A clever woman, quick and clever. But still she insisted, “I don’t understand.”

“I need money, Rosa,” he said.

“Money? But if we were married—”

He moved aside so that she looked over his shoulder and into the mirror above the fireplace.

He said, “You? And I? Married?”

She looked long, long at her pitiful reflection. She said at last, “Is this blackmail?”

“Wasn’t it blackmail when you thought that by saving me from prison you could force me to marry you?”

“Yes,” she said. “I think perhaps it was.” And she thought to herself that now she was beaten at her own game. “If you give me away,” she said, “you’ll have to admit you murdered her.”

“In fact I didn’t murder her. I can say it happened almost exactly as you said in court.”

“Very well then,” she said swiftly, “I can change my story. Who can prove that I didn’t see you murder her?”

I can prove that you didn’t see it. You couldn’t have been out on your balcony. The plane trees were pollinating and anyone will confirm to the police what happens if you so much as open a window when the pollen’s flying about. But when they first saw you, you showed no traces of any allergic reaction. I know, because I’d just seen you myself.

“Besides, they couldn’t touch me. I’ve been ‘put in peril,’ as they say— autre fois acquit is the legal name for it. Once acquitted I can’t be tried again for the same crime. I could shout from the housetops that I’d killed her and still be safe.”

“And live with that reputation?”

“Well, of course I wouldn’t say I’d been guilty — which anyway, as I keep telling you, I wasn’t.
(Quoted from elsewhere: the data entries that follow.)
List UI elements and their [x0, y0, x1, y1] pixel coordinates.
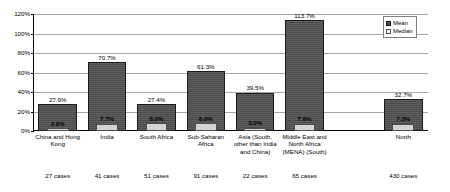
case-count-label: 65 cases	[280, 172, 329, 179]
legend-swatch-mean-icon	[386, 21, 391, 26]
bar-value-label-median: 7.3%	[364, 116, 443, 122]
bar-value-label-mean: 27.9%	[24, 97, 91, 103]
legend-item-mean: Mean	[386, 19, 413, 27]
case-count-label: 430 cases	[379, 172, 428, 179]
y-axis-tick-label: 80%	[2, 50, 30, 56]
chart-legend: Mean Median	[383, 16, 417, 38]
bar-group: 27.4%8.0%	[132, 14, 181, 131]
case-count-row: 27 cases41 cases51 cases91 cases22 cases…	[33, 172, 428, 186]
case-count-label: 51 cases	[132, 172, 181, 179]
y-axis-tick-label: 120%	[2, 11, 30, 17]
x-axis-category-labels: China and Hong KongIndiaSouth AfricaSub-…	[33, 133, 428, 169]
legend-item-median: Median	[386, 27, 413, 35]
x-axis-category-label: South Africa	[132, 133, 181, 140]
x-axis-category-label: Sub-Saharan Africa	[181, 133, 230, 148]
bar-group: 61.3%8.0%	[181, 14, 230, 131]
bar-median	[244, 128, 266, 131]
y-axis-tick-label: 100%	[2, 31, 30, 37]
bar-chart: 0%20%40%60%80%100%120% 27.9%2.8%70.7%7.7…	[0, 0, 450, 192]
x-axis-category-label: China and Hong Kong	[33, 133, 82, 148]
bar-columns: 27.9%2.8%70.7%7.7%27.4%8.0%61.3%8.0%39.5…	[33, 14, 428, 131]
bar-median	[294, 124, 316, 131]
x-axis-category-label: North	[379, 133, 428, 140]
case-count-label: 41 cases	[82, 172, 131, 179]
bar-value-label-median: 7.6%	[265, 116, 344, 122]
bar-group: 27.9%2.8%	[33, 14, 82, 131]
bar-value-label-mean: 32.7%	[370, 92, 437, 98]
bar-median	[96, 124, 118, 132]
y-axis-tick-label: 20%	[2, 109, 30, 115]
bar-value-label-mean: 61.3%	[172, 64, 239, 70]
bar-value-label-mean: 113.7%	[271, 13, 338, 19]
bar-median	[47, 128, 69, 131]
bar-group: 70.7%7.7%	[82, 14, 131, 131]
bar-group: 113.7%7.6%	[280, 14, 329, 131]
legend-label-mean: Mean	[393, 20, 408, 26]
x-axis-category-label: Middle East and North Africa (MENA) (Sou…	[280, 133, 329, 155]
bar-group: 39.5%3.0%	[231, 14, 280, 131]
y-axis-tick-label: 40%	[2, 89, 30, 95]
bar-value-label-mean: 70.7%	[74, 55, 141, 61]
case-count-label: 22 cases	[231, 172, 280, 179]
legend-label-median: Median	[393, 28, 413, 34]
bar-value-label-mean: 27.4%	[123, 97, 190, 103]
y-axis-tick-mark	[31, 131, 34, 132]
y-axis-tick-label: 0%	[2, 128, 30, 134]
case-count-label: 91 cases	[181, 172, 230, 179]
y-axis-tick-label: 60%	[2, 70, 30, 76]
bar-value-label-mean: 39.5%	[222, 85, 289, 91]
x-axis-category-label: Asia (South, other than India and China)	[231, 133, 280, 155]
x-axis-category-label: India	[82, 133, 131, 140]
legend-swatch-median-icon	[386, 29, 391, 34]
case-count-label: 27 cases	[33, 172, 82, 179]
bar-median	[195, 123, 217, 131]
bar-median	[146, 123, 168, 131]
bar-median	[392, 124, 414, 131]
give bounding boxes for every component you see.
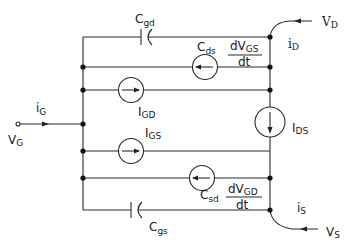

I’d still claim it had been an accident.

But you would be in the soup.”

“I see.” She pondered it long and carefully, still staring, but unseeingly now, at her sad reflection in the glass. “You thought all this out from the very first, didn’t you? In detail, from the very first?”

“Quite a nice little bit of opportunism,” he suggested, proud of it.

“All that about the publicity? The blood deliberately smeared on the poker? Yes, I see. You had to give them something, you had to get yourself accused and charged, you had to be tried and acquitted before it was safe to accuse me. Two purposes to my perjury: first to supply the evidence that would set you free and second to make me vulnerable to blackmail.” She said almost curiously, almost as though she were humbled for him rather than for herself, “Did you never even like me?”

“I didn’t mind you,” he said indifferently. “But as for marrying you — I think I’m a trifle more particular than that.” And he picked up her handbag, helped himself to the thick wad of banknotes there, stuffed them loosely into his wallet, tucked the wallet away. “Just a very, very small beginning, my dear,” he said.

“I won’t even ask how much you’re demanding. You’ll be back again and again and again of course, won’t you? But by way of a start—?”

“Make it ten thousand,” he said. “You can get that much quickly.”

He smiled at her with cruel and ugly triumph. “And I need it quickly — for my honeymoon,” he said.

Clever and quick. Clever not even to have to ask the name, to have summed it all up in one bright intuitive flash. And quick. The poker with its round brass knob lay there on the fender. She snatched it up — and struck.

Trudi burst open the door, darted forward from her listening post, slowed, then came smoothly the rest of the way and knelt beside him. For what seemed a long, long time they both stared down as only a few short months ago Raymond Gray himself had looked down at the dead body of his wife. It was his turn now.

Rosa’s fat white arms retained something, it seemed, of their once splendid muscle; long-ago anatomical training had suggested the most susceptible spot. The heavy ball of the poker had smashed to a cobweb of fractures Raymond’s delicate temple bone.

Trudi moved. With a small sick grimace she shifted Raymond’s head a little way, so that the wound lay crushed against the round brass knob of the fender.